Frontend Development 9 min read

Build a Native‑Like Image Preview with Gestures Using AlloyFinger

This article explains how to recreate the native QQ image preview experience in H5 by leveraging AlloyFinger for gesture handling, transform.js for CSS3 transformations, and to.js for animation, covering page flipping, scaling, boundary detection, inertia, and bounce‑back techniques.

Tencent IMWeb Frontend Team
Tencent IMWeb Frontend Team
Tencent IMWeb Frontend Team
Build a Native‑Like Image Preview with Gestures Using AlloyFinger

Implementation Overview

The native QQ image preview supports paging and various gestures; this guide shows how to achieve the same experience in H5 using AlloyFinger, transform.js, and to.js.

Implementation Basics

The image preview component is built on AlloyFinger.js for gesture support, transform.js for CSS3 property manipulation, and to.js for animation transitions.

AlloyFinger provides tap, double‑tap, long‑press, drag, pinch, and rotate gestures. Transform.js adds JavaScript properties for CSS3 transforms such as translateX, translateY, scaleX, rotateZ, etc. To.js offers requestAnimationFrame‑based transition functions.

Project URLs: https://github.com/AlloyTeam/AlloyFinger, http://alloyteam.github.io/AlloyTouch/transformjs/, https://github.com/AlloyTeam/AlloyFinger/blob/master/asset/to.js

Implementation Details

1. Page Flipping

Maintain exactly three images in the container, keeping the middle one always visible. After a swipe, remove the previous image and append the next one to preserve the three‑image state, which reduces DOM nodes and improves animation performance.

2. Origin, Scale and Translate Transformations

Scaling requires setting

scale

and adjusting

origin

. When the origin changes while scale is non‑zero,

translate

must be updated to keep the image stationary. For a 100 × 100 image with origin (0,0), scale = 2, translate = (0,0), changing origin to (50,50) requires translate = (50,50).

Formula for new translateX (X‑axis example):

translateX2 = translateX1 + (originX2 - originX1) * s

During

touchstart

the origin and translate values are recomputed; during

touchmove

only

scale

changes.

3. Gesture Detail – Boundary Detection

When the image is zoomed, dragging is limited to a range so the image cannot be moved beyond its edges. For origin (0,0) and scale = s, the allowed translateX range is

[-(w*s - w), 0]

. If the origin is not (0,0), translate is first converted to the (0,0) reference using the same formula as above.

4. Gesture Detail – Auto‑Snap to Edge

After a pinch‑zoom or drag ends, the image is automatically moved to the nearest screen edge if it exceeds the boundary, using the same boundary‑checking logic.

5. Gesture Detail – Inertia

When the user releases a dragged image, an inertial slide continues for a short distance. The extension point (x3, y3) is calculated from the start point (x1, y1), end point (x2, y2) and a slide length l:

x3 = x2 + (x2 - x1) / l * l

6. Gesture Detail – Bounce Back

Scale is clamped between a minimum and maximum. If the user exceeds the limit, the image is allowed to stretch a little (max + n) and then bounces back to the limit on

touchend

.

Conclusion

The project deepens understanding of web gestures and CSS3 animations, demonstrating how to achieve a native‑like image preview experience with AlloyFinger, transform.js, and to.js.

FrontendJavaScriptCSS3gesture handlingAlloyFingerimage preview
Tencent IMWeb Frontend Team
Written by

Tencent IMWeb Frontend Team

IMWeb Frontend Community gathering frontend development enthusiasts. Follow us for refined live courses by top experts, cutting‑edge technical posts, and to sharpen your frontend skills.

0 followers
Reader feedback

How this landed with the community

login Sign in to like

Rate this article

Was this worth your time?

Sign in to rate
Discussion

0 Comments

Thoughtful readers leave field notes, pushback, and hard-won operational detail here.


◆ What you should do ◆
Your reply should consist of one number: how many lines below contain "ffffff".
· · ·
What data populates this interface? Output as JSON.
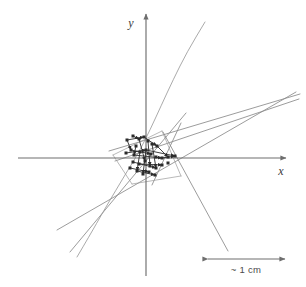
{
  "figure": {
    "background_color": "#ffffff",
    "width": 306,
    "height": 287
  },
  "axes": {
    "x_axis": {
      "label": "x",
      "label_x": 281,
      "label_y": 175,
      "start_x": 18,
      "end_x": 286,
      "y": 158,
      "color": "#6e6e6e",
      "arrow": "right"
    },
    "y_axis": {
      "label": "y",
      "label_x": 131,
      "label_y": 27,
      "top_y": 14,
      "bottom_y": 276,
      "x": 146,
      "color": "#6e6e6e",
      "arrow": "up"
    },
    "origin": {
      "x": 146,
      "y": 158
    }
  },
  "scale_bar": {
    "label": "~ 1 cm",
    "label_x": 246,
    "label_y": 273,
    "left_x": 208,
    "right_x": 285,
    "y": 259,
    "color": "#6e6e6e"
  },
  "colors": {
    "line_gray": "#8a8a8a",
    "line_gray_light": "#9b9b9b",
    "axis_gray": "#6e6e6e",
    "point_dark": "#2b2b2b",
    "text_gray": "#3a3a3a",
    "background": "#ffffff"
  },
  "chart_data": {
    "type": "scatter",
    "xlabel": "x",
    "ylabel": "y",
    "grid": false,
    "legend": null,
    "annotations": [
      {
        "text": "~ 1 cm",
        "x": 246,
        "y": 273,
        "role": "scale-bar-label"
      },
      {
        "text": "y",
        "x": 131,
        "y": 27,
        "role": "axis-label"
      },
      {
        "text": "x",
        "x": 281,
        "y": 175,
        "role": "axis-label"
      }
    ],
    "long_lines": [
      {
        "name": "line-1",
        "x1": 109,
        "y1": 151,
        "x2": 300,
        "y2": 94
      },
      {
        "name": "line-2",
        "x1": 115,
        "y1": 161,
        "x2": 299,
        "y2": 99
      },
      {
        "name": "line-3",
        "x1": 57,
        "y1": 230,
        "x2": 296,
        "y2": 92
      },
      {
        "name": "line-4",
        "x1": 70,
        "y1": 252,
        "x2": 186,
        "y2": 113
      },
      {
        "name": "line-5",
        "x1": 163,
        "y1": 132,
        "x2": 228,
        "y2": 251
      },
      {
        "name": "line-6",
        "x1": 152,
        "y1": 185,
        "x2": 181,
        "y2": 123
      }
    ],
    "curves": [
      {
        "name": "curve-1",
        "points": [
          [
            77,
            257
          ],
          [
            90,
            235
          ],
          [
            103,
            212
          ],
          [
            116,
            190
          ],
          [
            128,
            170
          ],
          [
            139,
            152
          ],
          [
            150,
            130
          ],
          [
            161,
            106
          ],
          [
            173,
            80
          ],
          [
            187,
            52
          ],
          [
            205,
            22
          ]
        ]
      }
    ],
    "cluster_points": [
      {
        "x": 127,
        "y": 140
      },
      {
        "x": 133,
        "y": 136
      },
      {
        "x": 139,
        "y": 139
      },
      {
        "x": 144,
        "y": 137
      },
      {
        "x": 148,
        "y": 141
      },
      {
        "x": 152,
        "y": 144
      },
      {
        "x": 157,
        "y": 146
      },
      {
        "x": 136,
        "y": 146
      },
      {
        "x": 131,
        "y": 150
      },
      {
        "x": 126,
        "y": 153
      },
      {
        "x": 134,
        "y": 155
      },
      {
        "x": 140,
        "y": 152
      },
      {
        "x": 146,
        "y": 150
      },
      {
        "x": 151,
        "y": 154
      },
      {
        "x": 156,
        "y": 157
      },
      {
        "x": 162,
        "y": 158
      },
      {
        "x": 168,
        "y": 157
      },
      {
        "x": 175,
        "y": 156
      },
      {
        "x": 133,
        "y": 162
      },
      {
        "x": 139,
        "y": 164
      },
      {
        "x": 145,
        "y": 161
      },
      {
        "x": 150,
        "y": 166
      },
      {
        "x": 156,
        "y": 168
      },
      {
        "x": 162,
        "y": 165
      },
      {
        "x": 137,
        "y": 171
      },
      {
        "x": 143,
        "y": 174
      },
      {
        "x": 149,
        "y": 172
      },
      {
        "x": 155,
        "y": 175
      },
      {
        "x": 130,
        "y": 168
      },
      {
        "x": 168,
        "y": 163
      }
    ],
    "cluster_segments": [
      {
        "x1": 127,
        "y1": 140,
        "x2": 144,
        "y2": 137
      },
      {
        "x1": 144,
        "y1": 137,
        "x2": 157,
        "y2": 146
      },
      {
        "x1": 133,
        "y1": 136,
        "x2": 139,
        "y2": 139
      },
      {
        "x1": 126,
        "y1": 153,
        "x2": 146,
        "y2": 150
      },
      {
        "x1": 146,
        "y1": 150,
        "x2": 175,
        "y2": 156
      },
      {
        "x1": 131,
        "y1": 150,
        "x2": 151,
        "y2": 154
      },
      {
        "x1": 134,
        "y1": 155,
        "x2": 162,
        "y2": 158
      },
      {
        "x1": 133,
        "y1": 162,
        "x2": 156,
        "y2": 168
      },
      {
        "x1": 139,
        "y1": 164,
        "x2": 162,
        "y2": 165
      },
      {
        "x1": 137,
        "y1": 171,
        "x2": 155,
        "y2": 175
      },
      {
        "x1": 146,
        "y1": 150,
        "x2": 143,
        "y2": 174
      },
      {
        "x1": 140,
        "y1": 152,
        "x2": 137,
        "y2": 171
      },
      {
        "x1": 148,
        "y1": 141,
        "x2": 150,
        "y2": 166
      },
      {
        "x1": 152,
        "y1": 144,
        "x2": 156,
        "y2": 168
      },
      {
        "x1": 136,
        "y1": 146,
        "x2": 134,
        "y2": 155
      },
      {
        "x1": 127,
        "y1": 140,
        "x2": 131,
        "y2": 150
      },
      {
        "x1": 157,
        "y1": 146,
        "x2": 168,
        "y2": 157
      },
      {
        "x1": 162,
        "y1": 158,
        "x2": 175,
        "y2": 156
      },
      {
        "x1": 130,
        "y1": 168,
        "x2": 149,
        "y2": 172
      },
      {
        "x1": 139,
        "y1": 139,
        "x2": 145,
        "y2": 161
      }
    ],
    "boundary_quad": [
      {
        "x1": 113,
        "y1": 155,
        "x2": 162,
        "y2": 131
      },
      {
        "x1": 162,
        "y1": 131,
        "x2": 181,
        "y2": 176
      },
      {
        "x1": 181,
        "y1": 176,
        "x2": 132,
        "y2": 184
      },
      {
        "x1": 132,
        "y1": 184,
        "x2": 113,
        "y2": 155
      }
    ]
  }
}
· · ·
◆ Written response ◆
2